Tart (2001)

tartThis is yet another grim portrayal of troubled teenagers mingling among more troubled teenagers; and what’s truly disturbing is that most of it seems exaggerated. I’m not sure if the movie was inspired by true events or concocted by Christina Wayne, but it’s grim, and I wish most of it was even remotely interesting. Catherine Storm is a middle-class reject who hangs out with her seductive best friend Delilah whom tends to stay away from the posh in-crowd. After a chance encounter with a popular girl, she begins to become accepted among the status quo until she begins to see that popularity among upper class isn’t all it’s cracked up to be.

You have to wonder if this story makes even the slightest bit of sense or even has a point or moral by the finale. We watch the gorgeous Swain once again portraying the troubled outcast as she does in every movie as we see her chronicles through teenage angst and drug use and yadda yadda. It’s a shame she never stretches her abilities as an actress because she always plays the same role. I’ve seen this character before in “Girl”. Brad Renfro also continues the same troubled drug user as he did in “Bully”, and “Deuce’s Wild” and these acts are getting very old. Probably the best thing about this movie is the beautiful Bijou Phillips who performs with great grace and develops as a truly magnetic character towards the end of the movie. She’s possibly the only really emphasized character among the characters in this movie. She’s rich like everyone else yet is strikingly real amidst the phonies and drug users.

I would have loved to see more of her because she’s only featured in about a quarter of the movie and her scenes are the best. She’s a better actress than I usually give her credit for and seems the only sensible person in the film. The story drags on like a slug, slowly developing into nothing, sparking some interesting plot points and humorous characters but the finishing product is blank. We get the sense that Cat’s mother is somehow judgmental but she’s mostly a broad stroke of a character in which we never get to learn the essence or colors of; we also get the sense that her father is basically drawn away from her life which makes her troubled but he’s once again a broad stroke, and possibly a mob boss, but we never receive a true affirmation of his character’s motives of lifestyle. Catherine is a truly interesting character and is sometimes a droll one as her room is plastered with pictures of Mick Jagger in which she has an obvious obsession with, but that’s never played upon once again.

The story takes a dark turn towards the last fifteen minutes and once again we’re pulled in a different direction with the movie. We’re pulled in all sorts of directions by Wayne in the movie which goes from a poignant coming of age tale for Cat, to a melodrama about teen’s, to a black comedy, then to a romance, and then a murder mystery. The last five minutes make absolutely no sense as the mother and daughter seal old wounds, but it seems forced and detached from the actual plot at hand; also it bears no relevance to preceding events and it never lets us feel heart broken because the mother/daughter allegory is never shown nor is it emphasized. Director and writer Christina Wayne has an idea of what she wants her movie to be about but can never pick which theme she wants to confront, so every character development, and plot twist, and event seems tacked on and scattered amidst these range of characters. A poorly developed uninteresting movie that doesn’t know which direction it wants to take in its storytelling. Bijou Phillips is great but the rest is just filler.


Exercise prompt:
Check the records below line by line for the string "primordium". Give the number of lines that contain it and nothing else.

Data for the task:
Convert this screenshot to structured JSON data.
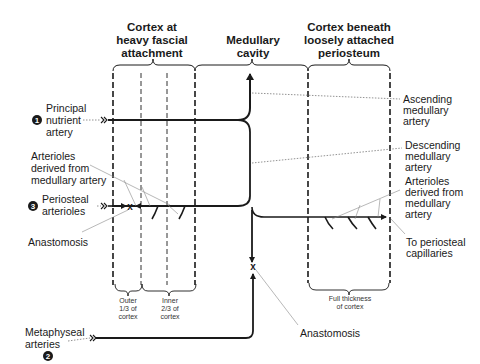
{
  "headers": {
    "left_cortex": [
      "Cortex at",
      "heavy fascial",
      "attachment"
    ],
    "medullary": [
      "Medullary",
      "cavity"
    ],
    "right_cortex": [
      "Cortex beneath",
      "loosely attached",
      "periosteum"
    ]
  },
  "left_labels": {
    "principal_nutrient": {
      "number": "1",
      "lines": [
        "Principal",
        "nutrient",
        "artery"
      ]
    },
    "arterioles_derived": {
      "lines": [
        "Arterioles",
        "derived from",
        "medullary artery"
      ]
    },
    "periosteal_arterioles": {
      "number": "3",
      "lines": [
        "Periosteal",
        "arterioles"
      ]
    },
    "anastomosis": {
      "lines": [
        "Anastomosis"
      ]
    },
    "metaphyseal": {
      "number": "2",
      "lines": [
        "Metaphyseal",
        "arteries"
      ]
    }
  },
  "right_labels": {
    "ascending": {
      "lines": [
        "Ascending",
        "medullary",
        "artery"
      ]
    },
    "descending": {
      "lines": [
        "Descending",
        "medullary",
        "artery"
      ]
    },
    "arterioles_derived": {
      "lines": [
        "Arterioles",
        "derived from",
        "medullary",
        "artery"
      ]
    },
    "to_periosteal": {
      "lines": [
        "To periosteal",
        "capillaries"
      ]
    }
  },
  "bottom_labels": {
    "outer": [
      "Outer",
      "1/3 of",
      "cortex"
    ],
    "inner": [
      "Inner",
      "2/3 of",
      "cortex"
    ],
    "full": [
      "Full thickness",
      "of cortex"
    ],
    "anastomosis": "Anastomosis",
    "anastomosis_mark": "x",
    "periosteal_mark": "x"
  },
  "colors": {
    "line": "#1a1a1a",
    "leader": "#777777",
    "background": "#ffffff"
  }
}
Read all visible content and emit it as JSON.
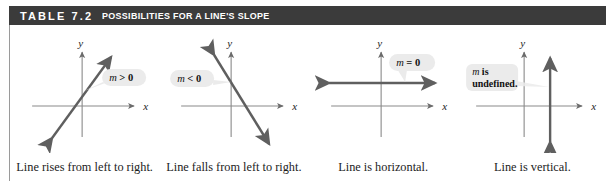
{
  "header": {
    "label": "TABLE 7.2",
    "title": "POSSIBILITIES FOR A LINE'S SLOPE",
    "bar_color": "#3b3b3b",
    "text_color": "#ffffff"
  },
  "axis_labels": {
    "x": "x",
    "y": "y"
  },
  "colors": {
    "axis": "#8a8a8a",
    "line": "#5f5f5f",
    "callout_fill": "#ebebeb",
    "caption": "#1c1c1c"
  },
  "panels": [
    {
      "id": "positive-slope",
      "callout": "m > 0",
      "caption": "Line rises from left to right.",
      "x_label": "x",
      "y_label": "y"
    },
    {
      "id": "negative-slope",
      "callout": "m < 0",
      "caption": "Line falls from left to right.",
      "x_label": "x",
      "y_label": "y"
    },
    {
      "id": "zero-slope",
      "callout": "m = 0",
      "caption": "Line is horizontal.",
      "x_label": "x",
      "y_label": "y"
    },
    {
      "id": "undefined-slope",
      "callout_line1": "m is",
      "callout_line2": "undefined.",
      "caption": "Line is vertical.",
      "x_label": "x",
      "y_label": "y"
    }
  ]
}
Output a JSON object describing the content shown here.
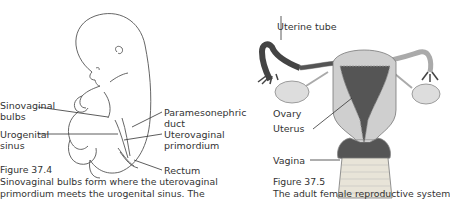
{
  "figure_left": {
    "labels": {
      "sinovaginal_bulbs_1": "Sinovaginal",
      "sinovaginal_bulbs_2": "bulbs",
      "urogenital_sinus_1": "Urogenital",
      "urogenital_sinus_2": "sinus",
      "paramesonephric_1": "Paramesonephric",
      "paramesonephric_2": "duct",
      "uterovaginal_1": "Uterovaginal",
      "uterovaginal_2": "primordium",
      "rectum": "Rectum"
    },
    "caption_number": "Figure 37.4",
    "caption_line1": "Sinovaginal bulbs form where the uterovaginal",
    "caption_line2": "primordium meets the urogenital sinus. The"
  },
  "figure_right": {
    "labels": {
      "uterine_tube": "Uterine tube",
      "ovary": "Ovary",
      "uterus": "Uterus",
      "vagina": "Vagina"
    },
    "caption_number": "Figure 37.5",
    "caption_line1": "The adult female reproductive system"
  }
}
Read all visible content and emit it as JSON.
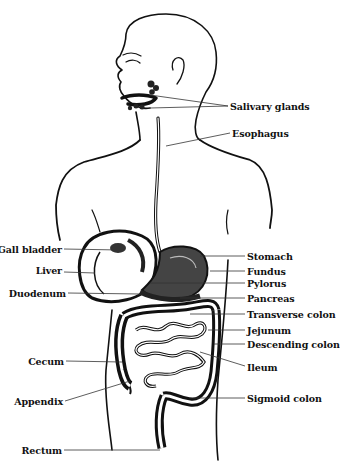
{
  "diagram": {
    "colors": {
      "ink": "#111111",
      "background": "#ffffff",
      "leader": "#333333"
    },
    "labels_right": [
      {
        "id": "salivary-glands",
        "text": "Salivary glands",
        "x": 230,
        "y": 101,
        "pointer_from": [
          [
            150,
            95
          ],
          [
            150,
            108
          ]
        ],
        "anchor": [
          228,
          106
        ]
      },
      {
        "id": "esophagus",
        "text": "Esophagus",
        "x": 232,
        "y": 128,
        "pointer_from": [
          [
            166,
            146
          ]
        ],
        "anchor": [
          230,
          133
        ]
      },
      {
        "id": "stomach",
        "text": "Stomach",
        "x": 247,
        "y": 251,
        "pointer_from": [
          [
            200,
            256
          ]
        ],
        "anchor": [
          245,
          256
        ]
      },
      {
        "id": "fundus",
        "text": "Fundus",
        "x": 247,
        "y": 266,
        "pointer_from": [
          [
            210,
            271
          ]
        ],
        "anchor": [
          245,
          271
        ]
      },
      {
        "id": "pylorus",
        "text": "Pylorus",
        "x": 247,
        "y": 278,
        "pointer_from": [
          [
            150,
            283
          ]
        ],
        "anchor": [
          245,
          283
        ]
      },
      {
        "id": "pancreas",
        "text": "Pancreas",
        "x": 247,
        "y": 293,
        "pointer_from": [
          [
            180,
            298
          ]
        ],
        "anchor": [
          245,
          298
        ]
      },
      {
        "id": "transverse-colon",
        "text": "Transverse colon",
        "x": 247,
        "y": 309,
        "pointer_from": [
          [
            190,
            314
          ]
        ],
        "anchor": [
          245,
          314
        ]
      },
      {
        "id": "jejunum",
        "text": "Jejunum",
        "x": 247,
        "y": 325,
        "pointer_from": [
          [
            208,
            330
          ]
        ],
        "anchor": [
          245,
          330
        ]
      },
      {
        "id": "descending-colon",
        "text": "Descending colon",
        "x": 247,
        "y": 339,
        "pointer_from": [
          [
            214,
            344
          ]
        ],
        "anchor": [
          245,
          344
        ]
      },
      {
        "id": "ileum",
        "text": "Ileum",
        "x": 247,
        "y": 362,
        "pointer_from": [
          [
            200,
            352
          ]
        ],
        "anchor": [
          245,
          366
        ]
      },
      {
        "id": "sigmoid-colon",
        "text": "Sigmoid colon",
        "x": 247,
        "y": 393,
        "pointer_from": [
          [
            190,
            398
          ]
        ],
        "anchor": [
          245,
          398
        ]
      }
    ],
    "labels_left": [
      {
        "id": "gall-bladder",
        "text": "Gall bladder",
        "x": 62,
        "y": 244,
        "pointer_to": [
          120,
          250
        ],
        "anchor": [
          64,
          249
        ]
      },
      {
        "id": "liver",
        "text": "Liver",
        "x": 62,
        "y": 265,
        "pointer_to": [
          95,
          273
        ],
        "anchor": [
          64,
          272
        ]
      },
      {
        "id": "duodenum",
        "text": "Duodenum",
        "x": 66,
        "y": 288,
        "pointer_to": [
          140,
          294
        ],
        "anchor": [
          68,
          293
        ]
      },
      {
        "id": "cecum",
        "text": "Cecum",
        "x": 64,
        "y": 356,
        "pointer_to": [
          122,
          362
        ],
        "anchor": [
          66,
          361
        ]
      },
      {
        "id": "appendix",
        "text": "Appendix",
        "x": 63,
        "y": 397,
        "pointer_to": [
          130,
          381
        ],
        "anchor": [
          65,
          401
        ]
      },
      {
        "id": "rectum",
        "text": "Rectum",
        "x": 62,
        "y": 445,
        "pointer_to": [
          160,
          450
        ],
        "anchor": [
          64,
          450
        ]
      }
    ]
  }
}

Finished task:
2